Investigators in China, Australia, and the US describes viruses identified in more than 1,900 game animals from 18 mammalian species in China using a meta-transcriptomic sequencing approach. The researchers tracked down 102 mammal-infecting viruses, including more than five dozen previously undescribed viruses, in samples from pangolin, civets, porcupines, raccoon dogs, and other game animals tested from 2017 to 2021 — findings validated with RT-PCR and Sanger sequencing. "Our goal was to reveal the diversity and abundance of vertebrate-associated viruses in these game animals and assess which species have the greatest potential to carry viruses that could eventually emerge in human populations," they explain, noting that their findings "show that these viruses were present in seemingly healthy animals and that there is ongoing transmission among different species of game animals."

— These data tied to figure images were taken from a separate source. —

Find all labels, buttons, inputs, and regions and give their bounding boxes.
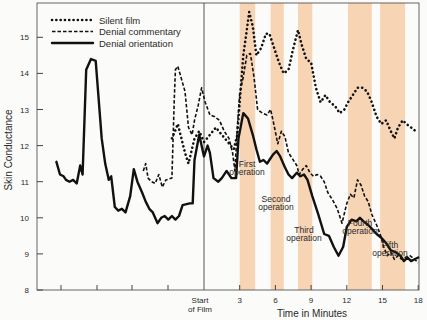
operation-band — [240, 3, 255, 290]
x-tick-label: 6 — [273, 296, 278, 305]
series-silent-film — [172, 12, 416, 164]
x-tick-label: of Film — [188, 305, 212, 314]
x-tick-label: 18 — [414, 296, 423, 305]
x-tick-label: 3 — [237, 296, 242, 305]
legend-label: Denial orientation — [99, 38, 173, 49]
y-tick-label: 10 — [20, 214, 29, 223]
operation-label: operation — [342, 226, 378, 236]
legend: Silent filmDenial commentaryDenial orien… — [52, 15, 181, 49]
y-axis-label: Skin Conductance — [3, 109, 14, 191]
skin-conductance-chart: 89101112131415Startof Film369121518 Firs… — [0, 0, 427, 320]
x-tick-label: 12 — [342, 296, 351, 305]
legend-label: Silent film — [99, 15, 140, 26]
operation-label: operation — [229, 167, 265, 177]
y-tick-label: 8 — [25, 286, 30, 295]
operation-band — [271, 3, 284, 290]
y-tick-label: 14 — [20, 69, 29, 78]
operation-band — [298, 3, 312, 290]
x-tick-label: Start — [192, 296, 210, 305]
x-axis-label: Time in Minutes — [277, 308, 347, 319]
operation-bands — [240, 3, 405, 290]
y-tick-label: 12 — [20, 142, 29, 151]
operation-label: operation — [286, 233, 322, 243]
legend-label: Denial commentary — [99, 26, 181, 37]
y-tick-label: 13 — [20, 106, 29, 115]
y-tick-label: 11 — [21, 178, 30, 187]
operation-label: operation — [258, 202, 294, 212]
operation-band — [348, 3, 372, 290]
operation-label: operation — [372, 248, 408, 258]
y-tick-label: 9 — [25, 250, 30, 259]
x-tick-label: 9 — [309, 296, 314, 305]
y-tick-label: 15 — [20, 33, 29, 42]
x-tick-label: 15 — [378, 296, 387, 305]
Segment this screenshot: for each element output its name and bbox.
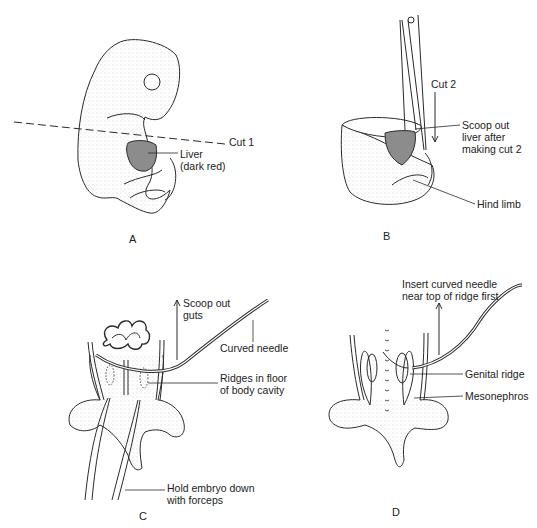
label-insert-needle-1: Insert curved needle bbox=[402, 278, 497, 290]
label-hold-forceps-2: with forceps bbox=[167, 494, 223, 506]
label-liver: Liver bbox=[180, 148, 203, 160]
label-hind-limb: Hind limb bbox=[477, 198, 521, 210]
label-ridges-1: Ridges in floor bbox=[220, 372, 287, 384]
panel-letter-d: D bbox=[392, 506, 400, 518]
dissection-figure bbox=[0, 0, 537, 528]
label-hold-forceps-1: Hold embryo down bbox=[167, 482, 255, 494]
label-liver-color: (dark red) bbox=[180, 160, 226, 172]
label-scoop-liver-1: Scoop out bbox=[462, 119, 509, 131]
panel-letter-b: B bbox=[383, 230, 390, 242]
label-cut-1: Cut 1 bbox=[229, 136, 254, 148]
panel-b-embryo bbox=[341, 15, 475, 204]
panel-a-embryo bbox=[14, 40, 225, 214]
label-genital-ridge: Genital ridge bbox=[465, 368, 525, 380]
label-curved-needle: Curved needle bbox=[220, 342, 288, 354]
label-scoop-guts-2: guts bbox=[183, 309, 203, 321]
label-ridges-2: of body cavity bbox=[220, 384, 284, 396]
panel-letter-c: C bbox=[139, 510, 147, 522]
panel-c-dissection bbox=[69, 300, 268, 500]
panel-letter-a: A bbox=[129, 233, 136, 245]
label-cut-2: Cut 2 bbox=[431, 78, 456, 90]
label-scoop-liver-2: liver after bbox=[462, 131, 505, 143]
label-insert-needle-2: near top of ridge first bbox=[402, 290, 498, 302]
label-scoop-liver-3: making cut 2 bbox=[462, 143, 522, 155]
label-scoop-guts-1: Scoop out bbox=[183, 297, 230, 309]
label-mesonephros: Mesonephros bbox=[465, 390, 529, 402]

An Icahn School of Medicine at Mount Sinai-led team presents findings from a tumor microenvironment study in a mouse lung cancer model that relied on a CRISPR-based approach known as Perturb-map. "We applied Perturb-map to knock out dozens of genes in parallel in a mouse model of lung cancer and simultaneously assessed how each knockout influenced tumor growth, histopathology, and immune composition," the researchers write. When used Perturb-map in combination with spatial transcriptomics to look at the microenvironment of tumors missing a TGF-beta receptor-coding gene, for example, the author saw immunosuppressive features such as T cell exclusion, along with enhanced activation of TGF-beta-mediated fibroblast cells.

An international team describes FOLR2-positive macrophage cells that seem to coincide with increased survival times for individuals with breast cancer. Using single-cell RNA sequencing and other approaches, the investigators identified tissue-resident FOLR2-positive macrophages in both healthy mammary gland tissue and in primary breast cancer tumors, uncovering interactions between the FOLR2-positive macrophages and CD8+ T cells in perivascular tumor stroma sites. Their follow-up analyses suggest that survival is stretched out in cases with robust representation of these macrophages in the tumor, perhaps owing in part to enhanced CD8+ T cell activity. These and other results from the study "highlight specific roles for tumor-associated macrophage subsets," the authors report, "and paves the way for subset-targeted therapeutic interventions in macrophages-based cancer therapies."